[1] Born in Germiston, Transvaal Colony, McMillan was a right-handed middle- or lower-order batsman and a right-arm leg-break and googly bowler.
[2] He started with three matches for Transvaal cricket team in the series of games around Christmas that took the place of the Currie Cup in the 1928–29 season, and was immediately successful.
[7] His Test innings, according to later reports, included a hit for six off England captain and off-spinner Jack White which landed on the head of a lieutenant-general in the stands.
[13] In the fourth Test, there were a couple of wickets from him and some useful runs in the second innings when, after a competitive declaration by England, South Africa was fleetingly in danger of losing the match.
Though McMillan's Test figures had been modest, he was cited as "the best slow bowler of the tourists" in a syndicated Louis Duffus article in Australian newspapers at the start of the 1931–32 tour to Australia and New Zealand.

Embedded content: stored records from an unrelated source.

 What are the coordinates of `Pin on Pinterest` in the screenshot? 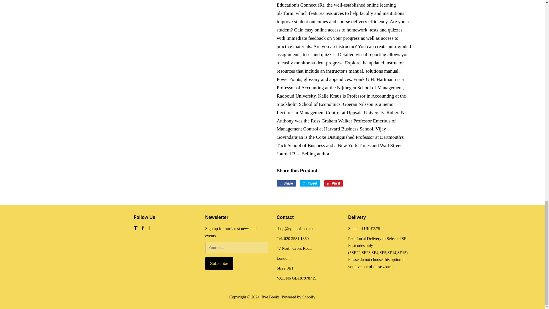 It's located at (333, 183).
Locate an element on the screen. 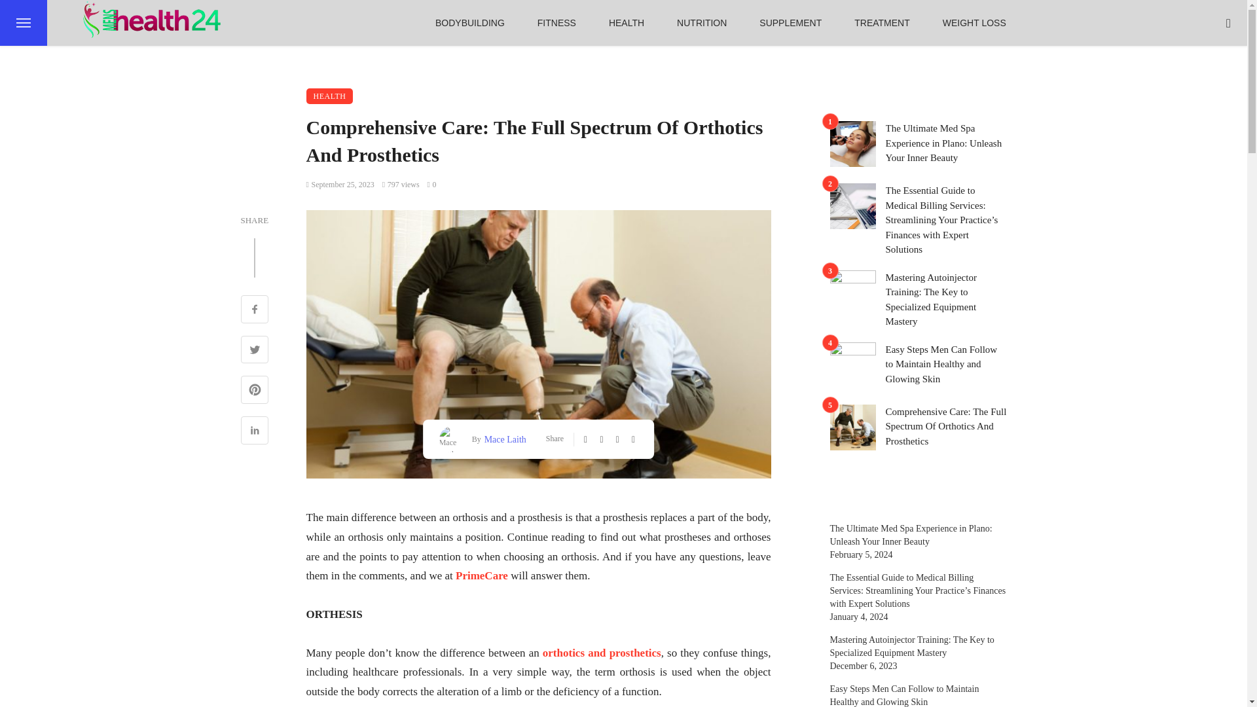  Mace Laith is located at coordinates (504, 439).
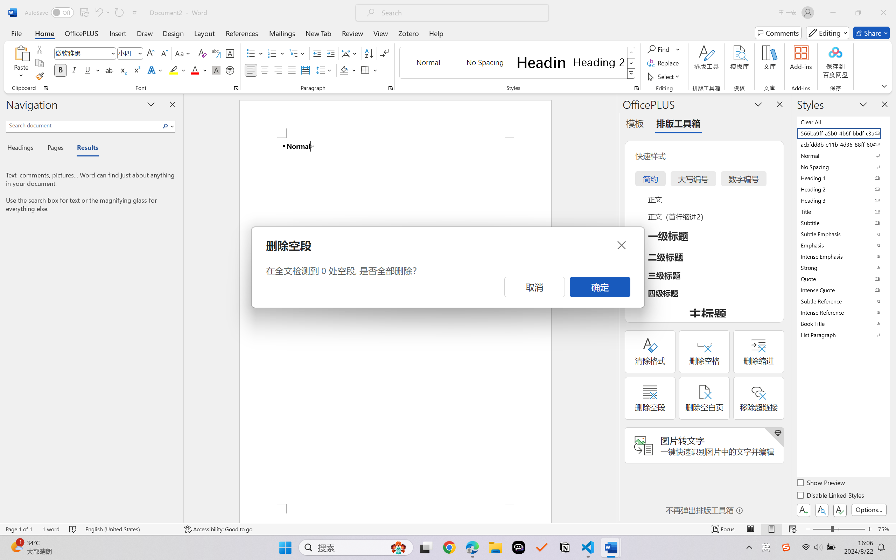  What do you see at coordinates (230, 70) in the screenshot?
I see `Enclose Characters...` at bounding box center [230, 70].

In fact, the tour marked the end of McMillan's first-class cricket career, and it began very well for him, with a career-best bowling performance of nine wickets for 53 runs in South Australia's second innings in one of the warm-up matches before the first Test.
[19] And though there were three wickets for him for 29 runs in the fifth and final Test, the match was decided by South Africa's batting woes in difficult conditions, which saw the whole team dismissed first for 36 and then for 45; McMillan recorded his second "pair" of the series.
[20] Having lost the Australian series 5–0, the South Africans then moved on to New Zealand to play two Test matches against much less demanding opposition, winning both games.